◆ **Instructions to follow**:
Repeat word for word the opening stretch of the entries, from the first line through the line containing "Task: Click on".

◆ **Input material**:
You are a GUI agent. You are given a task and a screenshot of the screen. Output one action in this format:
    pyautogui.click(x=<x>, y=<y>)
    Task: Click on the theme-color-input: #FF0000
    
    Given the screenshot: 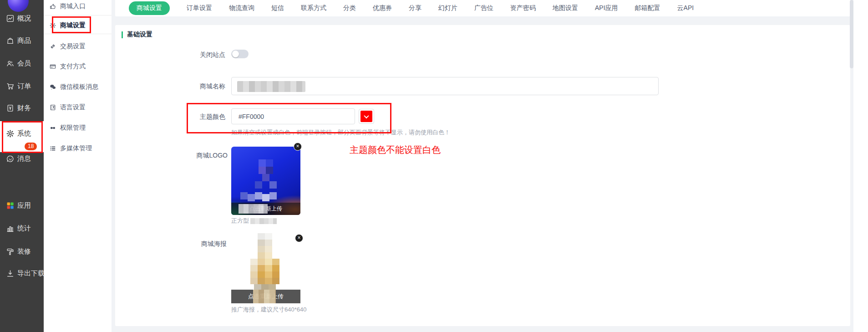 What is the action you would take?
    pyautogui.click(x=293, y=117)
    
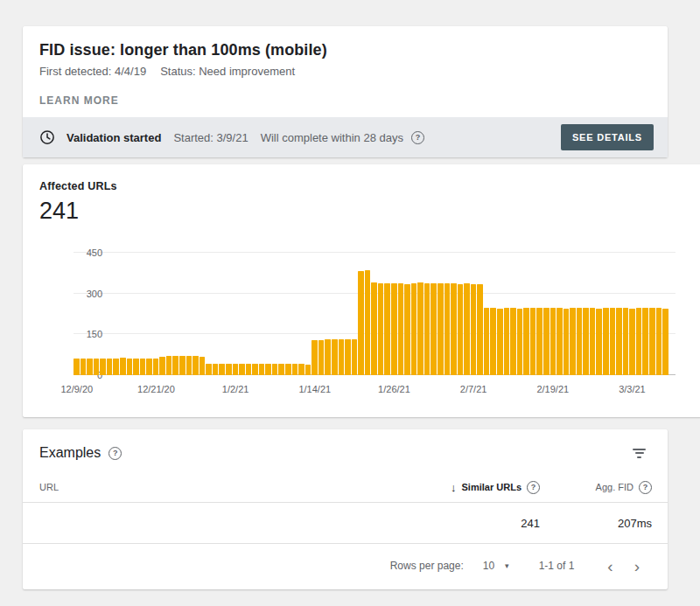 This screenshot has width=700, height=606. Describe the element at coordinates (639, 453) in the screenshot. I see `filter-icon` at that location.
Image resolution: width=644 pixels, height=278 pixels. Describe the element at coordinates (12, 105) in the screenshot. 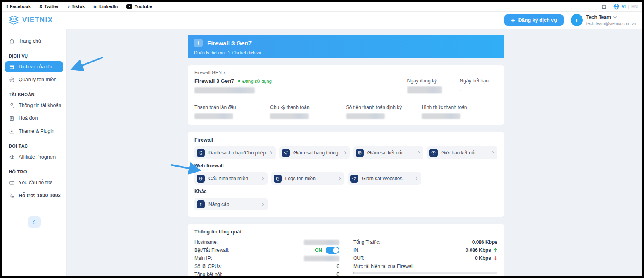

I see `user-icon` at that location.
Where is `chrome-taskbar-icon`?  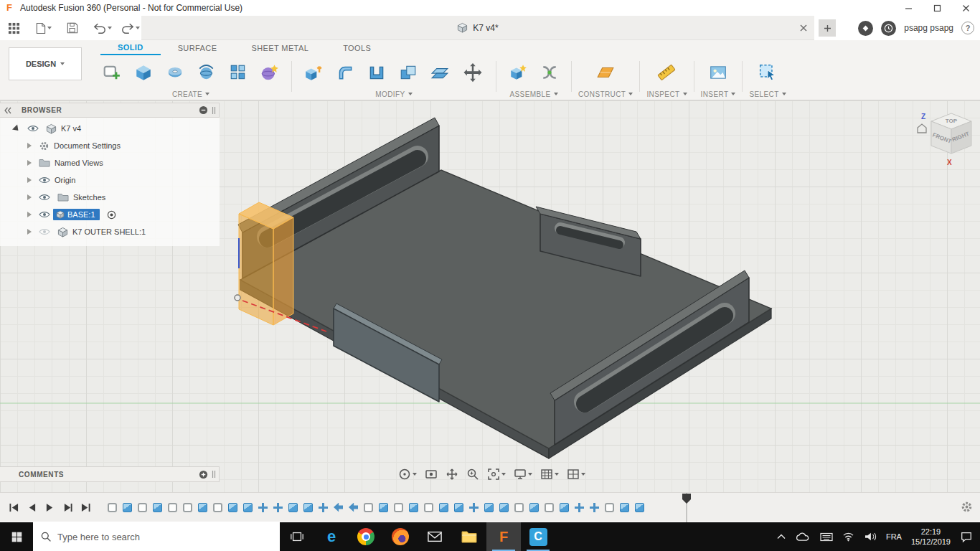
chrome-taskbar-icon is located at coordinates (366, 537).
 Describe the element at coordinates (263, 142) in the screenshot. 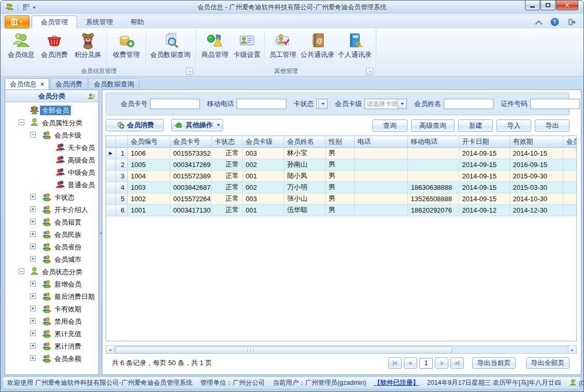

I see `table-header-cell: 会员卡级` at that location.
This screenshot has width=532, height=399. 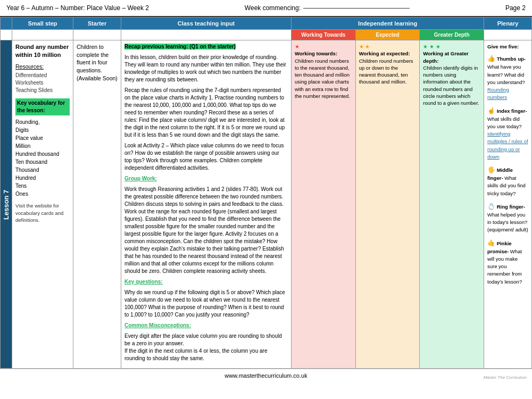 What do you see at coordinates (508, 78) in the screenshot?
I see `plenary-item-1: 👍 Thumbs up- What have you learnt? What …` at bounding box center [508, 78].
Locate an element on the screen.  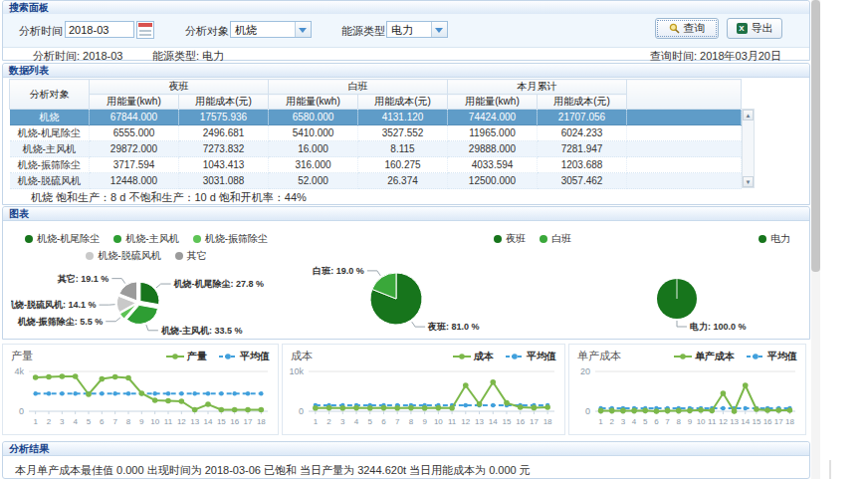
query-button: 查询 is located at coordinates (687, 28).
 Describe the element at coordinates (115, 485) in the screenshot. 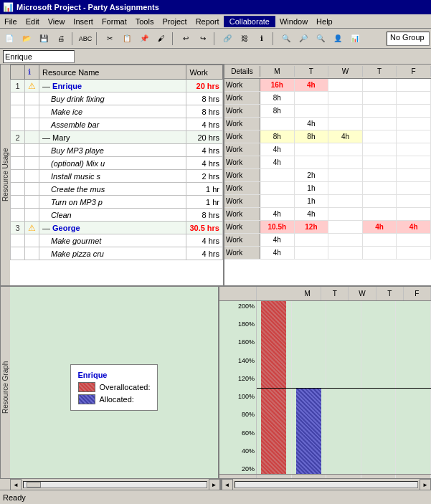

I see `scroll-track-left` at that location.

◆ **Answer section**:
You are a GUI agent. You are given a task and a screenshot of the screen. Output one action in this format:
    pyautogui.click(x=<x>, y=<y>)
    Task: Click on the theme-color-input: #FF0000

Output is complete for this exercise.